Jesse isn't too steady on his feet on a day-to-day basis, so when he's blitzed, his stumbling gets a bit comically exaggerated.
"Whoa, careful there." Andrew steadies him easily, props him up against the wall where his head finds cool brick and a steady surface. It's not a quiet evening, by any means. This is Hollywood; if New York is the insomniac of cities, LA is the insomniac on speed.
"Andry- Andrew," Jesse pronounces. Andrew turns to look at him. "I have to tell you something."
"Yeah? What's up?" His expression is very solemn in the half-dark.
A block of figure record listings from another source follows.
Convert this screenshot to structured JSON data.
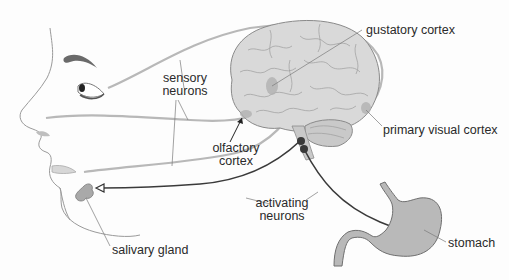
{
  "diagram": {
    "type": "anatomical-illustration",
    "labels": {
      "gustatory_cortex": "gustatory cortex",
      "sensory_neurons_line1": "sensory",
      "sensory_neurons_line2": "neurons",
      "olfactory_cortex_line1": "olfactory",
      "olfactory_cortex_line2": "cortex",
      "primary_visual_cortex": "primary visual cortex",
      "activating_neurons_line1": "activating",
      "activating_neurons_line2": "neurons",
      "salivary_gland": "salivary gland",
      "stomach": "stomach"
    },
    "colors": {
      "background": "#fdfdfd",
      "sensory_neuron": "#b8b8b8",
      "activating_neuron": "#3a3a3a",
      "brain_fill": "#d9d9d9",
      "brain_outline": "#8a8a8a",
      "organ_fill": "#b9b9b9",
      "face_outline": "#9a9a9a",
      "label_text": "#2a2a2a",
      "leader_line": "#7a7a7a"
    }
  }
}
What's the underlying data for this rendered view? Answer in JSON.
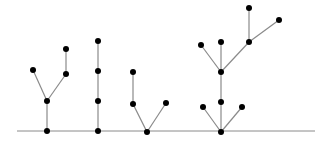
{
  "diagram": {
    "title": "",
    "colors": {
      "edge": "#8a8a8a",
      "node": "#000000",
      "baseline": "#8a8a8a"
    },
    "baseline": {
      "x1": 17,
      "y": 131,
      "x2": 315
    },
    "node_radius": 3,
    "trees": [
      {
        "name": "tree-1",
        "nodes": [
          {
            "id": "r",
            "x": 47,
            "y": 131
          },
          {
            "id": "a",
            "x": 47,
            "y": 101
          },
          {
            "id": "b",
            "x": 33,
            "y": 70
          },
          {
            "id": "c",
            "x": 66,
            "y": 74
          },
          {
            "id": "d",
            "x": 66,
            "y": 49
          }
        ],
        "edges": [
          [
            "r",
            "a"
          ],
          [
            "a",
            "b"
          ],
          [
            "a",
            "c"
          ],
          [
            "c",
            "d"
          ]
        ]
      },
      {
        "name": "tree-2",
        "nodes": [
          {
            "id": "r",
            "x": 98,
            "y": 131
          },
          {
            "id": "a",
            "x": 98,
            "y": 101
          },
          {
            "id": "b",
            "x": 98,
            "y": 71
          },
          {
            "id": "c",
            "x": 98,
            "y": 41
          }
        ],
        "edges": [
          [
            "r",
            "a"
          ],
          [
            "a",
            "b"
          ],
          [
            "b",
            "c"
          ]
        ]
      },
      {
        "name": "tree-3",
        "nodes": [
          {
            "id": "r",
            "x": 147,
            "y": 132
          },
          {
            "id": "a",
            "x": 133,
            "y": 104
          },
          {
            "id": "b",
            "x": 133,
            "y": 72
          },
          {
            "id": "c",
            "x": 166,
            "y": 103
          }
        ],
        "edges": [
          [
            "r",
            "a"
          ],
          [
            "a",
            "b"
          ],
          [
            "r",
            "c"
          ]
        ]
      },
      {
        "name": "tree-4",
        "nodes": [
          {
            "id": "r",
            "x": 221,
            "y": 132
          },
          {
            "id": "a",
            "x": 203,
            "y": 107
          },
          {
            "id": "b",
            "x": 221,
            "y": 102
          },
          {
            "id": "c",
            "x": 242,
            "y": 107
          },
          {
            "id": "d",
            "x": 221,
            "y": 72
          },
          {
            "id": "e",
            "x": 201,
            "y": 45
          },
          {
            "id": "f",
            "x": 221,
            "y": 42
          },
          {
            "id": "g",
            "x": 249,
            "y": 42
          },
          {
            "id": "h",
            "x": 249,
            "y": 8
          },
          {
            "id": "i",
            "x": 279,
            "y": 20
          }
        ],
        "edges": [
          [
            "r",
            "a"
          ],
          [
            "r",
            "b"
          ],
          [
            "r",
            "c"
          ],
          [
            "b",
            "d"
          ],
          [
            "d",
            "e"
          ],
          [
            "d",
            "f"
          ],
          [
            "d",
            "g"
          ],
          [
            "g",
            "h"
          ],
          [
            "g",
            "i"
          ]
        ]
      }
    ]
  }
}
"You would be here for me when I'm drunk," he almost says instead. But because he's kind of stupid and kind of drunk and because that somehow makes him kind of brave, Jesse tells him: "I love you, you know that?"
Andrew's arm fits around his shoulder and they're just like how they used to be, and Andrew's smile is brilliant, like it's never seen the dark before, like it's never been buried in the back of Jesse's mind.
"I love you too, Jess," and of course he means it; he wouldn't say it if he didn't mean it, but it doesn't mean the same thing at all because Andrew’s always had other options and other things to love, but Jesse's only ever had this. He can't love everything like Andrew can. He can hardly handle love for just one thing at all.
This is all he has, and it is all he gets. So he smiles for Andrew, because Andrew deserves to see him smile. Then quietly, privately, he cuts the kite strings wrapped like a fist around his heart, and when Andrew walks away this time Jesse doesn't feel his heart tug after him.
It's the string so fine it's nearly invisible that always shreds your hands when pulled too tight.
Andrew promises to keep in touch again, but Jesse doesn't mind. It will be what it will be, however long it wants to be. He's done enough of pinning his feelings on other people. He's had enough of that terrifying guilt. He's finished with feeling a freak about being alone.
His next project comes fast and easy. Everyone wants him now; everyone likes him.
(Andrew's next letter comes with a card, hard-backed and stencilled, asking for an RSVP and a preference for chicken, beef, fish, or vegetarian. Jesse circles chicken and writes back, You two are very lovely, lucky people, and he means it.)
"Hi," he says, holding out his hand. His co-star blinks at him, a bit owlish beneath a sandy fringe and nervous eyelashes. "I'm Jesse Eisenberg. It's a pleasure to meet you."